DANCE
The Nutcracker
Festival Theatre, Edinburgh
Mary Brennan
*****
CHARM, according to JM Barrie, bestows a kind of bloom, and “if you have it, you don't need to have anything else”. Scottish Ballet’s Nutcracker is charm incarnate, but it also has everything else that makes it a perfect Christmas treat for all ages. This opulent, caringly-staged revival of the late Peter Darrell’s choreography was first seen in 2014: it’s now back, delivered throughout with a lovely gloss of confident familiarity.
By the time Drosselmeyer (Nicholas Shoesmith) has arrived with colourful tricks up his sleeve, the Colonel’s party has been enlivened by excitable, rackety little boys led by Fritz (Jack Burns) – his sister Clara (Lily Wearmouth) and her friends are decidedly more demure!

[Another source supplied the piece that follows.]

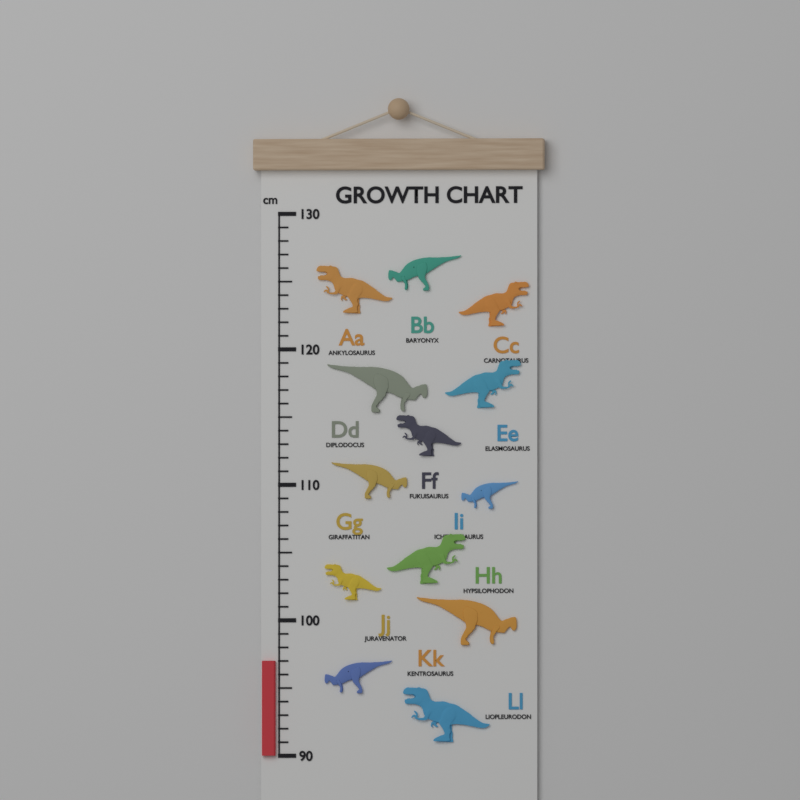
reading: 97 cm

Darrell’s choreography continually brings these (real) children and adults together in the dance: it’s a splendid family party where elderly aunties sneak sweets, grown-ups flirt and children get jolly presents. It’s the very stuff of little Clara’s fantastical dreams, beginning with her rescuing the Nutcracker Prince (Christopher Harrison) from King Rat and his small, but fierce, mice and then – as a reward – being honoured by the Snow Queen and the Sugar Plum Fairy in their respective realms.

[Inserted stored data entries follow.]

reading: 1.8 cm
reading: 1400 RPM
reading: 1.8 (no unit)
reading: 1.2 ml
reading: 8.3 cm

If the choreography sparkles, Lez Brotherston’s re-designs are themselves shimmering with magic, with a lacy framework for Constance Devernay’s elegantly crystalline Snow Queen and her swirling Snowflakes and fronds of sheeny-shiny baubles arching over the Sugar Plum Fairy’s bon-bon realm.

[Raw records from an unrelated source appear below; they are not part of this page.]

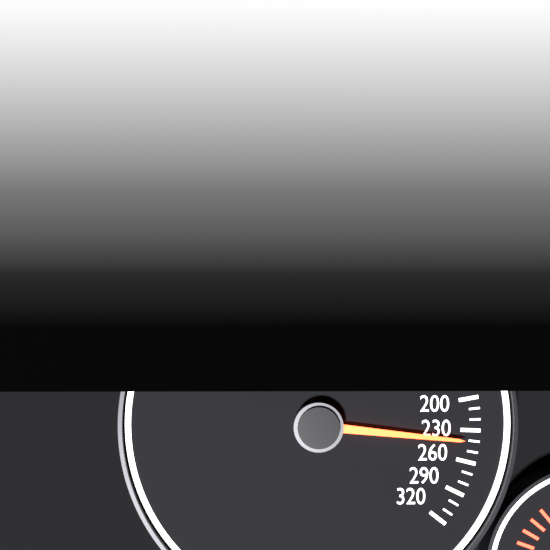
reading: 240 km/h
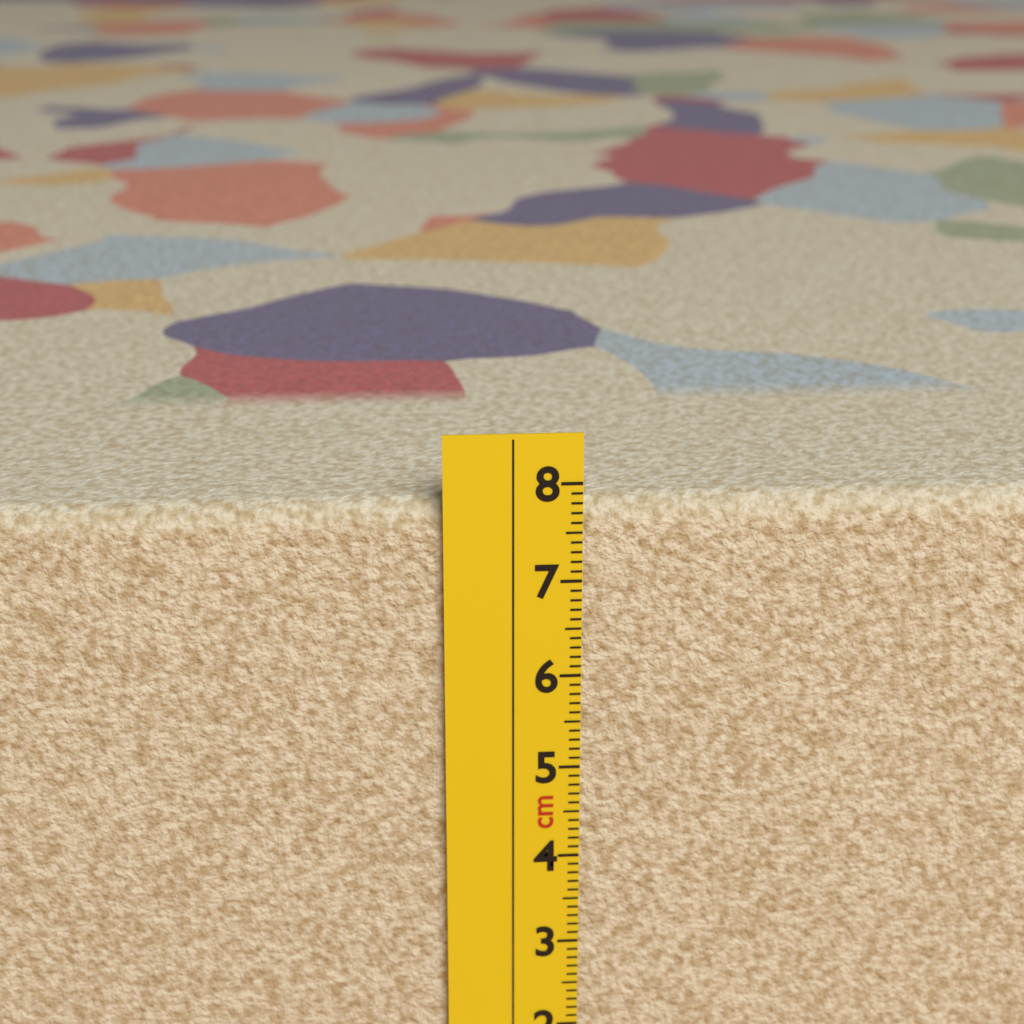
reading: 7.8 cm
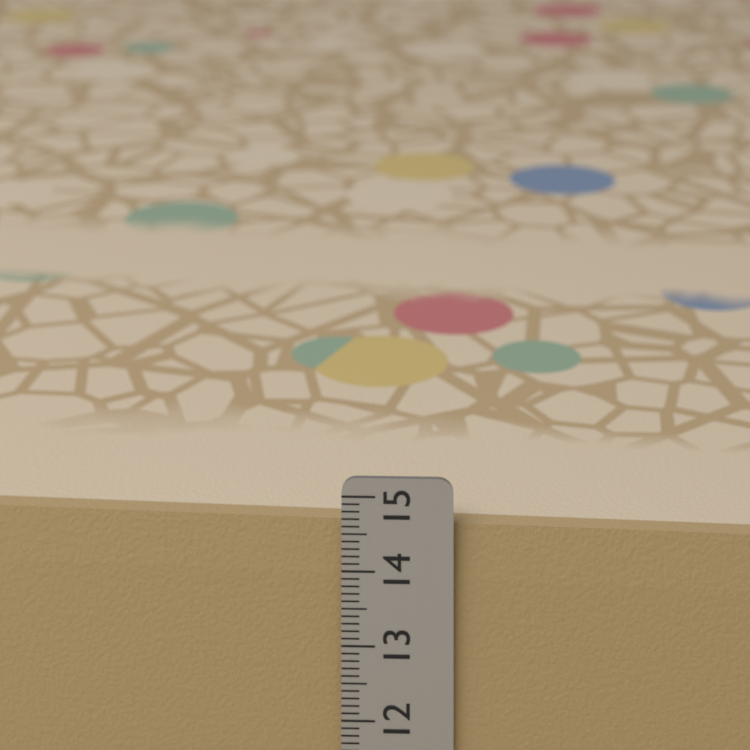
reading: 14.6 cm
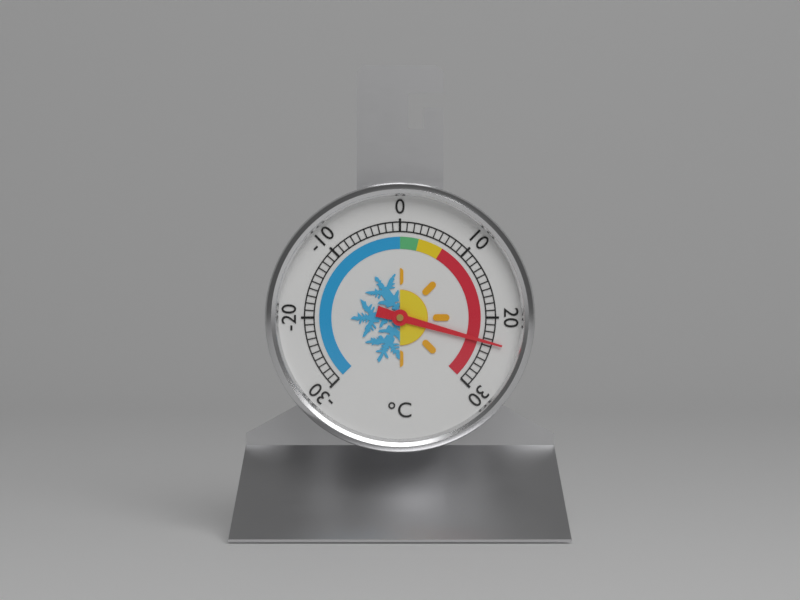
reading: 23.5 °C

Sophie Martin is a meltingly lovely Sugar Plum; her technique is, like her sweetly gracious persona, delectable – no wonder she brings out the swagger in Harrison’s Prince. The divertissements swish past in a dazzle of bravura moments, from the jaunty hornpipe of English (Thomas Edwards) to the sensual pliancy of Marge Hendrick’s Arabian. Eye-candy with zest appeal, with the orchestra in equally tasty form.